Welcome to Comic Book Legends Revealed! This is the six hundred and eighty-fifth installment where we examine comic book legends and whether they are true or false.

Click here for the first part of this week's BONUS legends. Click here for part 2 of this week's BONUS legends.

NOTE: Well, the the CSBG Twitter page hit 10,050 followers, so I agreed to do a BONUS edition of Comic Book Legends Revealed during the week that we hit 10,050. So three more legends! Let's say we'll keep the bit going, though. Every 1,000 followers of the CSBG Twitter page, I'll do a bonus Comic Book Legends Revealed that week.

COMIC LEGEND:

A comic creator invented the knock knock joke.

STATUS:

False

It's amazing how there are so many things that we just accept as a part of our day to day lives growing up that we assume have always been a part of the world, while in reality, they were invented just the same as anything else in this world. For instance, there are people who are still alive out there who were little kids when there was no such thing as a knock knock joke.

The knock knock joke, of course, is a pun-based bit where you "knock knock" on the door and the other person says, "Who is it?" Then you say some word. The other person repeats that word and adds, "Who?" to it and then the punchline comes out. A famous one for little kids is the following:

Knock, knock.

Who's there?

Boo.

Boo who?

Don't cry!

Now, these types of pun games have been around for CENTURIES, but it was not until the 20th century that the specific form of the pun joke called the knock knock joke was formed.

Many people have credited cartoonist Bob Dunn, seen here...

who did the comic strip, Just the Type...

among others, as the inventor of the knock knock joke. This is because Dunn released a collection of knock knock jokes in 1936, which was the year that the fad BLEW UP, and Dunn sold millions of copies of his book...

Amazingly enough, only the first joke of the three doesn't still work today (it's a play on a then-popular song called "Just a Song at Twilight").

However, it seems like Dunn was just at the right place at the right time, as the knock knock joke existed in print in 1934...

Knock knock.

Who's there?

Rufus.

Rufus who?

Rufus the most important part of your house.
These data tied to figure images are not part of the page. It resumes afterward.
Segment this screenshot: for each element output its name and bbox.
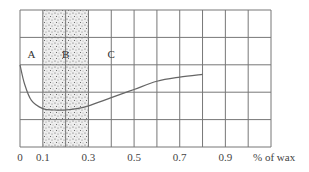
region-label-a: A — [27, 48, 35, 60]
region-label-b: B — [62, 48, 69, 60]
x-tick-label: 0.3 — [82, 151, 96, 163]
x-tick-label: 0.9 — [218, 151, 232, 163]
x-tick-label: 0 — [17, 151, 23, 163]
chart-canvas — [0, 0, 309, 172]
region-label-c: C — [108, 48, 115, 60]
x-tick-label: 0.7 — [173, 151, 187, 163]
x-tick-label: 0.5 — [127, 151, 141, 163]
x-tick-label: 0.1 — [36, 151, 50, 163]
x-axis-label: % of wax — [253, 151, 295, 163]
Plus, knock knock jokes were EVERYwhere all over 1936, to the point where some psychiatrists terms the obsession with Knock Knock jokes an actual mania! So it seems unlikely that they all followed right after Dunn.

The 1934 thing, though, cinched it.


Check out my latest TV Legends Revealed - Did NBC prevent Star Trek from having a 50/50 Male/Female crew on the Enterprise?


Check back on Friday for the REGULAR edition of Comic Book Legends Revealed!